11:30 a.m. Pierre joins on Zoom as we’re working out some problems with the conference room audio. ”This is what 18 physicists do all day,” I tell him, which gets a laugh from the students.

11:45 a.m. Postdoc Abdallah AlShafey ’22 MS, ’23 PhD, from Sasha’s team, summarizes a paper he researched about harmonics in crystals. There’s high interest in this right now. He references another paper, done here in 2011, that’s gotten lots of citations. That’s what we want. It’s no fun if our colleagues and competitors don’t take notice.

Noon Postdoc Sha Li, who goes by Lisa, is the person on my team experimenting in this. She asks good questions and shares what she’s observed.

12:15 p.m. We work through lunch — my usual. Back at Brookhaven, I played basketball on my break and fell out of the habit of eating.

12:25 p.m. Grad student Eric Moore, from my team, presents next. While Lisa works in solids, Eric and postdoc Tahereh Alavi are experimenting in liquid, the least explored state of matter. That’s because it’s disordered: If you think about how the liquid sloshes when you shake your water bottle, that means the atoms are constantly reconfiguring, too.

12:55 p.m. Eric and Tahereh are seeing electrons behave in unexpected ways, so the group raises questions and tosses out ideas about why that might be. It’s valuable. If our research is thoroughly challenged and thought out, it stands up better when published.

1:10 p.m. Today is the birthday of PhD student Dan Tuthill ’19 so we all meet for donuts in my students’ office.

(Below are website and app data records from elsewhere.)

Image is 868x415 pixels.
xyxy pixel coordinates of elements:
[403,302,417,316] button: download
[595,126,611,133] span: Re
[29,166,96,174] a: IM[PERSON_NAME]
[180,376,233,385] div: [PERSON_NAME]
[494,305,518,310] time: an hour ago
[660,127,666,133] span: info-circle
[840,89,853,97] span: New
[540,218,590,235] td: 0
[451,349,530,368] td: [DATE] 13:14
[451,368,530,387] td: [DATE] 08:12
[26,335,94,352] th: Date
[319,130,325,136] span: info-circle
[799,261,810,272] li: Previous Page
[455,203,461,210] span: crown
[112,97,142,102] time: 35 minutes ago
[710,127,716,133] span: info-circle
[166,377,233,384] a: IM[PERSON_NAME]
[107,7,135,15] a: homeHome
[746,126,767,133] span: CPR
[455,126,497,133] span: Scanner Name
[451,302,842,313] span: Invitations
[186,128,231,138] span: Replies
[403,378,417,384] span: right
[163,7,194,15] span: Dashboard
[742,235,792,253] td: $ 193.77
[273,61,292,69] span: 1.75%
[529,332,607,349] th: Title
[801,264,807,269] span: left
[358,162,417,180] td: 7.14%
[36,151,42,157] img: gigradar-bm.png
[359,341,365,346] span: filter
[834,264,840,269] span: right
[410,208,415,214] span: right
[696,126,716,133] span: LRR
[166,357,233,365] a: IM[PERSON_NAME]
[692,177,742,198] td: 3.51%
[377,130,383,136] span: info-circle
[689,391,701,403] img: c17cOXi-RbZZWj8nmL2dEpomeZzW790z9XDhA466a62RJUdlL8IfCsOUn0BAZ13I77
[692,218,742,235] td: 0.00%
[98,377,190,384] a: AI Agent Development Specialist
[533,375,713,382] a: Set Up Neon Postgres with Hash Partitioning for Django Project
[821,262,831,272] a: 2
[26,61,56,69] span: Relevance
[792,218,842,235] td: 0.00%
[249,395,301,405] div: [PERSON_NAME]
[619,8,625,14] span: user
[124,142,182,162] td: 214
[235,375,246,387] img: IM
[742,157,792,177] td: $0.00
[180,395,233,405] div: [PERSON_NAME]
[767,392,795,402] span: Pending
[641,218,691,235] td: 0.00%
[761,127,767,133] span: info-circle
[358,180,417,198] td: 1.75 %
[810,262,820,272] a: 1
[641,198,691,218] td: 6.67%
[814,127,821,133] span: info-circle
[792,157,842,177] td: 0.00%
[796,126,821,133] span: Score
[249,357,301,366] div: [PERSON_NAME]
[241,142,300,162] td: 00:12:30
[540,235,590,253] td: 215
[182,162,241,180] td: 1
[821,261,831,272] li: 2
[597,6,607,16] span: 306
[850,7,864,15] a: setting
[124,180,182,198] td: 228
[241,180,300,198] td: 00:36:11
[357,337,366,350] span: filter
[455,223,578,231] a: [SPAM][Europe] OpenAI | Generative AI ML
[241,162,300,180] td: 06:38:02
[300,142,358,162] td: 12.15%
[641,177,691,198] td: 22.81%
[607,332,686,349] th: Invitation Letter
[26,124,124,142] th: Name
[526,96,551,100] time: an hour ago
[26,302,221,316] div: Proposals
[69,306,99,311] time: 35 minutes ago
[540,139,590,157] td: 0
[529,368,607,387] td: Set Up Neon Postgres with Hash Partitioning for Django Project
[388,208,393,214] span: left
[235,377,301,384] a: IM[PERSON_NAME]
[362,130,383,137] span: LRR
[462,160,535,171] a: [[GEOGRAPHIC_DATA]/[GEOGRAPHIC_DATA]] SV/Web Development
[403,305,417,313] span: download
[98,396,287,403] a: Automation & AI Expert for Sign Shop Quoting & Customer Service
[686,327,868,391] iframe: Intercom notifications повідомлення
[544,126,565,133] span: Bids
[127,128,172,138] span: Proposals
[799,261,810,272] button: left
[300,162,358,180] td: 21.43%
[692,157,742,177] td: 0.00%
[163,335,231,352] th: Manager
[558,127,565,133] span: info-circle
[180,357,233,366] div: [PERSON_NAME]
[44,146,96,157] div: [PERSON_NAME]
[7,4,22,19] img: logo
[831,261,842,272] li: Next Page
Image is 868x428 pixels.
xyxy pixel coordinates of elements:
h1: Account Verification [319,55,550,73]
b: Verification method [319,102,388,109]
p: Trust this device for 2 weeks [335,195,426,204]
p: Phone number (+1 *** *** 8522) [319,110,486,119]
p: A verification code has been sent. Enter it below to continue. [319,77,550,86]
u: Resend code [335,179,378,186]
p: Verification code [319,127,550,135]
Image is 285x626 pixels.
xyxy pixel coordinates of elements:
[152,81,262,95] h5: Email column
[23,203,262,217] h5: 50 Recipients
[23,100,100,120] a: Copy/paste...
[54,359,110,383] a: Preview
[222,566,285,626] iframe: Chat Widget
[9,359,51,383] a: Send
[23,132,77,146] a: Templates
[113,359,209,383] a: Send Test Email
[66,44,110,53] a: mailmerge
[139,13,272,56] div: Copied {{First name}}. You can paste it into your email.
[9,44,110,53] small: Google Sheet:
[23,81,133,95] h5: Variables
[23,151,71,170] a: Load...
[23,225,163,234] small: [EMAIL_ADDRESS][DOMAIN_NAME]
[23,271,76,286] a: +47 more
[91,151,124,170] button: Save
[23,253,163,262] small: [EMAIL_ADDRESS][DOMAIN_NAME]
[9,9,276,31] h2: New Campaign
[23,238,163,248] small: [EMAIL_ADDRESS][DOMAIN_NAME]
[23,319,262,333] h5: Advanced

We discuss candy in different countries — we’re a diverse bunch with people from China, Mexico, Iran as well as the U.S. And then, I don’t know why, we get to talking about Taco Bell.

1:30 p.m. I return to my office and check my and Pierre’s email inboxes in case any need urgent responses. It’s a light day in our lab, and I go visit students next. They’re the reason I’m still doing this at 70.

From original article in Ohio State Alumni Magazine by Jenny Applegate, with Photos by Jodi Miller.